Headshot of Michael I. Miller
  • Bessie Darling Massey Professor and Director, Department of Biomedical Engineering
  • Professor of Biomedical Engineering

Background

Michael I. Miller is the Bessie Darling Massey Professor and Director of Biomedical Engineering at Johns Hopkins University. He is also co-director of the Kavli Neuroscience Discovery Institute.

As a biomedical engineer who specializes in data science, Dr. Miller is pioneering cutting-edge technologies in computational medicine to understand and diagnose neurodegenerative diseases. His research focuses on the functional and structural characteristics of the human brain in health and disease, including Huntington’s disease, Alzheimer’s disease, dementia, bipolar disorder, schizophrenia, and epilepsy. By developing new tools to analyze patient brain scans, derived from advanced medical imaging technologies, Dr. Miller aims to predict the risk of developing neurological disorders years before the onset of clinical symptoms. His lab is currently devising cloud-based methods to build and share libraries of brain images—and the algorithms used to understand them—associated with neuropsychiatric illness. Dr. Miller’s research is highly translational, and he has co-founded four start-up companies in the past decade.
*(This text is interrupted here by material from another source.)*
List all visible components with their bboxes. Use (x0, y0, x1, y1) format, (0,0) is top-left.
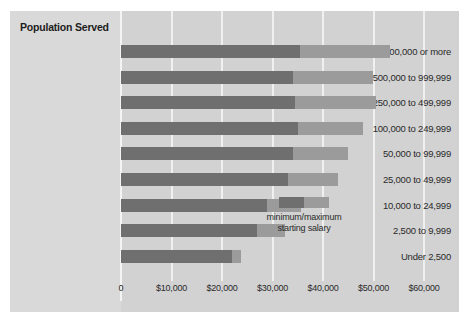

Dr. Miller has co-authored more than 300 peer-reviewed publications, as well as two highly cited textbooks on random point processes and computational anatomy. He has received numerous awards for his work, including the national Institute of Electrical and Electronics Engineers (IEEE) Biomedical Engineering Thesis Award, the Johns Hopkins Paul Ehrlich Graduate Student Thesis Award, and the National Science Foundation (NSF) Presidential Young Investigator Award. He was named an inaugural Johns Hopkins University Gilman Scholar in 2011 for demonstrating a distinguished record of research, teaching, and service. He is an elected Fellow of the American Institute for Medical and Biological Engineering and the Biomedical Engineering Society.

Dr. Miller earned his B.S. from the State University of New York at Stony Brook, and his M.S. and Ph.D. in biomedical engineering from Johns Hopkins University. He was the Newton R. and Sarah L. Wilson Professor in Biomedical Engineering at Washington University in St. Louis until joining Johns Hopkins University in 1998 as the founding director of the Center for Imaging Science. He was named the Herschel and Ruth Seder Professor in Biomedical Engineering in 2003, before his appointment as the director of the Department of Biomedical Engineering in 2017.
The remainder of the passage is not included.